Lol even my aging GTX275 plays everything 2560x1600 for me, everything maxed. Save for Metro and Crysis 1, they have to do with 1680x1050, still lot higher then console + the settings are way higher. Hell, even an 8800GT/X1900 still serves well if you put down settings and resolutions.
I got by with a 640mb 8800GTS for almost four years. That card still holds up pretty well in all but the most high end games.
My Laptop GPU is approximately a 5770, which is now a midrange card from last gen, yet it still can run most games at maximum settings and at a high resolution (1680x1050). Also if you really are worried about the jargon, the stuff we talk about here generally doesn't refer to anything complicated at all. If you need just ask what we mean by something.
Lol, seems you were right, the 6990 have bin put head to head, 6990 wins. http://tweakers.net/reviews/2069/strijd-der-titanen-gtx-590-versus-hd-6990.html
agree and disagree. you'd actually be better off buying a middle of the road (1500 bucks+) pc if you'd want trouble free gaming for the life of a console. The higher end boutique pc's have too many custom pieces and overclocked techniques to make things trouble free after the warranty wears off. But if you can dish out 1.5 grand or so you'll easily get massive gaming euphoria! trouble free?? hardly lol even your typical pc game can suffer from bugs (or it may not work on the latest os, like 1/3 of all steam games...) but I'd give it a good deal at 1500 clams.
your failed attempt of comparing a ps3 to something that costs 4x as much? Computers are NOT strictly for games, buying one for such is just insane.
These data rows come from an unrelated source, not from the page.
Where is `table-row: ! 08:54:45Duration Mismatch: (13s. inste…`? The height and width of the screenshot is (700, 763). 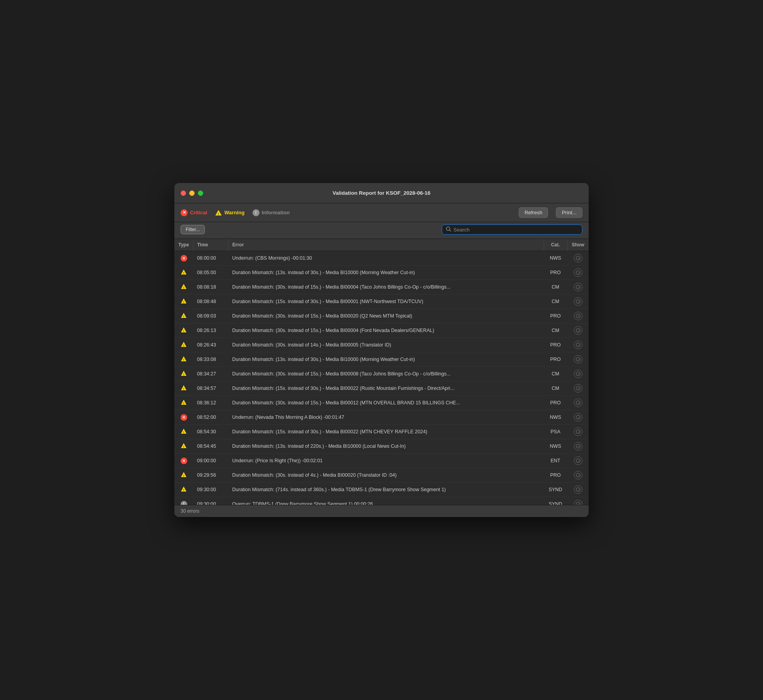 table-row: ! 08:54:45Duration Mismatch: (13s. inste… is located at coordinates (382, 447).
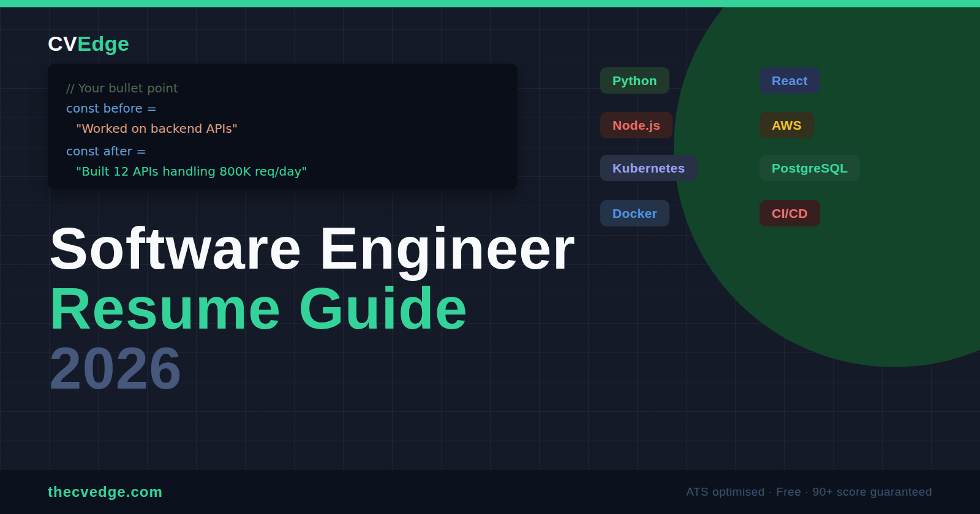  What do you see at coordinates (283, 127) in the screenshot?
I see `code-snippet-card: // Your bullet point const before = "Wor…` at bounding box center [283, 127].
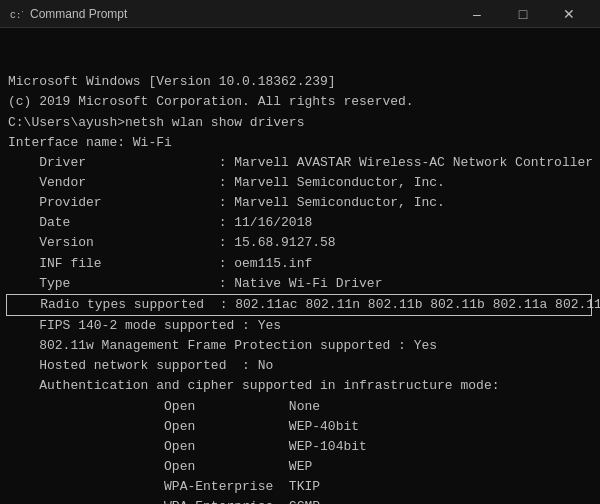 Image resolution: width=600 pixels, height=504 pixels. I want to click on terminal-line: Microsoft Windows [Version 10.0.18362.23…, so click(300, 82).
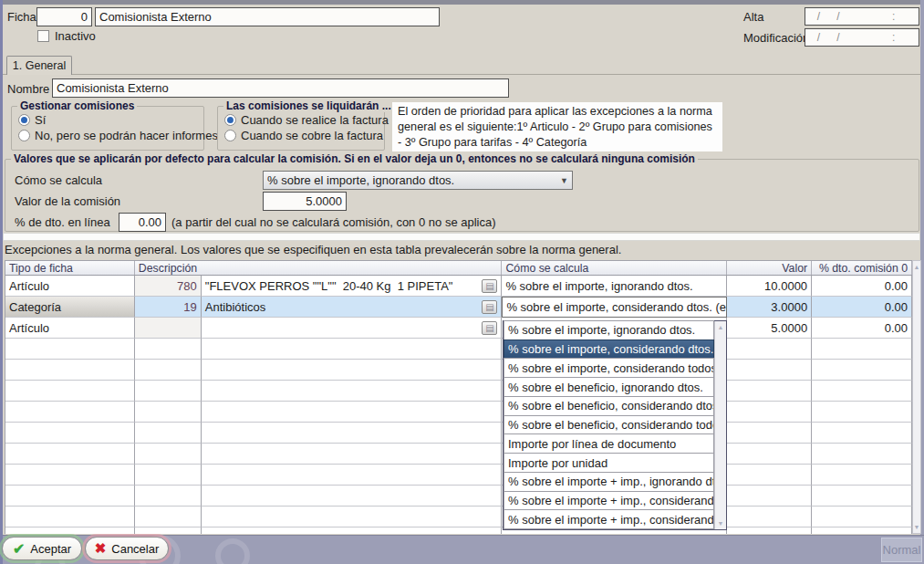  Describe the element at coordinates (418, 181) in the screenshot. I see `como-se-calcula-combo: % sobre el importe, ignorando dtos. ▼` at that location.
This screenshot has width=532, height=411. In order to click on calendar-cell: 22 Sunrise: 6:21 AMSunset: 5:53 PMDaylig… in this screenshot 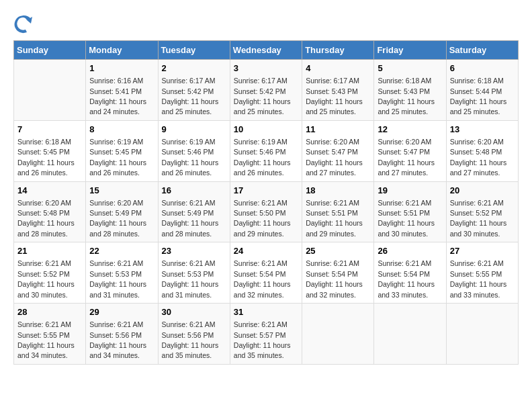, I will do `click(122, 273)`.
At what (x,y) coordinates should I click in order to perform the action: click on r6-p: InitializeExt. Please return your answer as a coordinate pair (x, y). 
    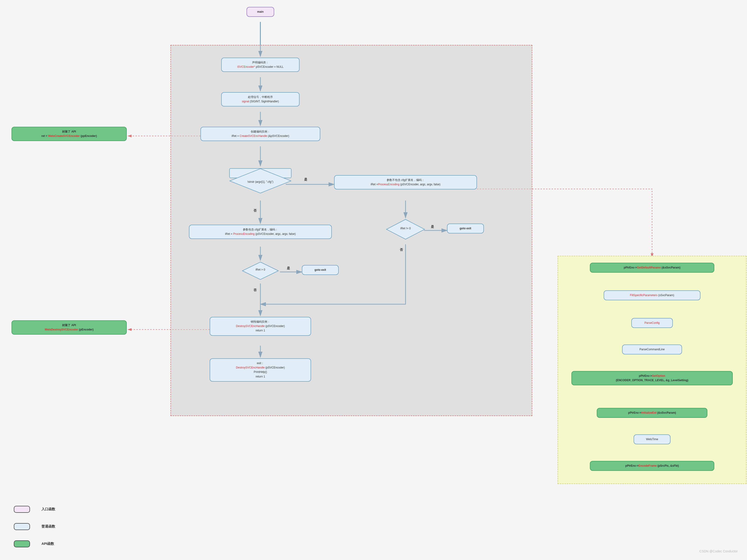
    Looking at the image, I should click on (649, 413).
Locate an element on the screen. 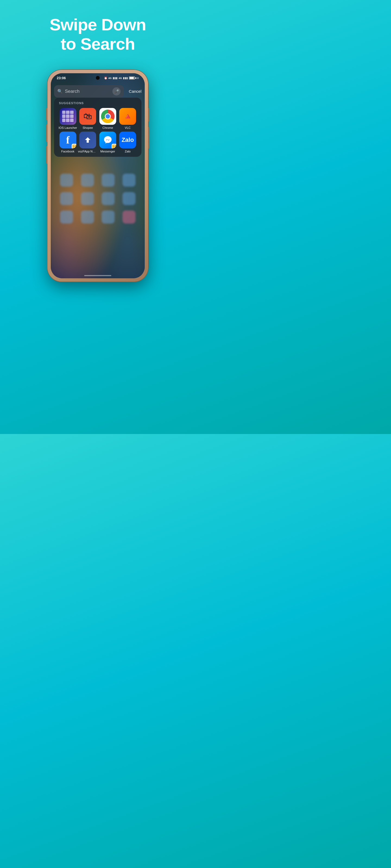  chrome-icon is located at coordinates (108, 116).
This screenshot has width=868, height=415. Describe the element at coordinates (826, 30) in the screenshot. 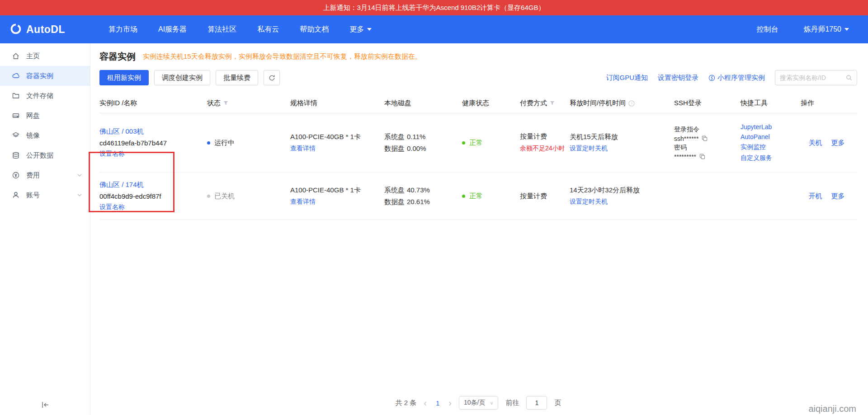

I see `user-menu: 炼丹师1750` at that location.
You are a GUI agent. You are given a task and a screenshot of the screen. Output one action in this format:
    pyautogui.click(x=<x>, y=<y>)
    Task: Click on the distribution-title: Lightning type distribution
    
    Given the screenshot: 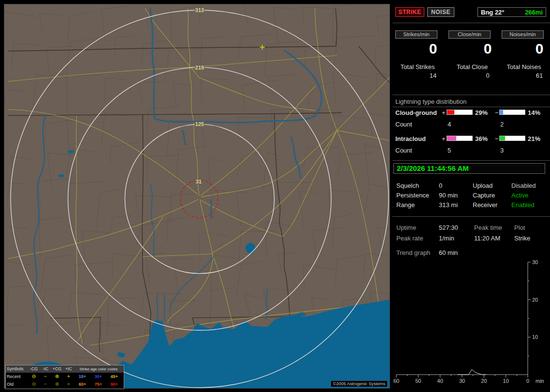 What is the action you would take?
    pyautogui.click(x=431, y=101)
    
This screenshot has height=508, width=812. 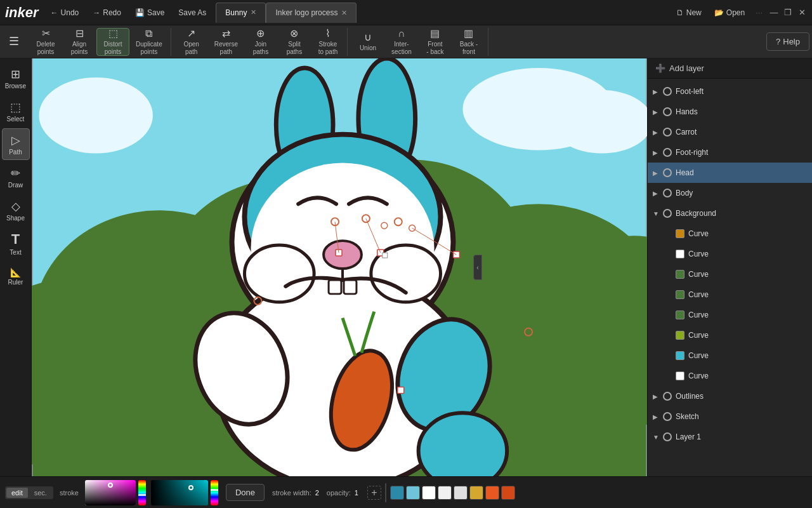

Its hard to understand your crappy story you told above. It doesnt make sense to say that the highest end system would give more problems then a mid-range one. It cost 4 times as much as a PS3, but your games will also look 4 times as much nicer.
What's that supposed to mean? I use my computer for so much aside from gaming, including school and work, that I can easily justify putting $800-1200 into it every four or five years, and a PC that plays games isn't that much more expensive than one that doesn't. A console is much harder to justify. A PC is a tool and a toy, while a console is mostly just a toy.
Even for gaming alone, its much better. Cross platforms tend to be way better on pc. Then you have the mod community aswel, which extends the value of most games. Then, you can run even PS2 games and every console before that, even Wii games. And all old pc games are compatible. And i cant say ive much trouble with this pc, especially with Windows 7, theres not much to worry about. Dont forget the fact aswel you pay much more for console games, at the end of the road, the price difference isnt that much.
On this point I'd have to disagree, especially regarding the Rockstar and GFWL games. They have been a complete pain in the ass to get them to run properly. I've never had a console game that gave me as many technical issues to even get it to run as some of these games. Not even remotely close. On the other hand, Valve's PC games seem to always run well for me. I don't think I've had any problems with them at all. But overall PC gaming definitely requires more work from the user to make sure things run properly. Most advantages go to PC, especially regarding freedom and technical advantages, but ease of use is typically not one of them.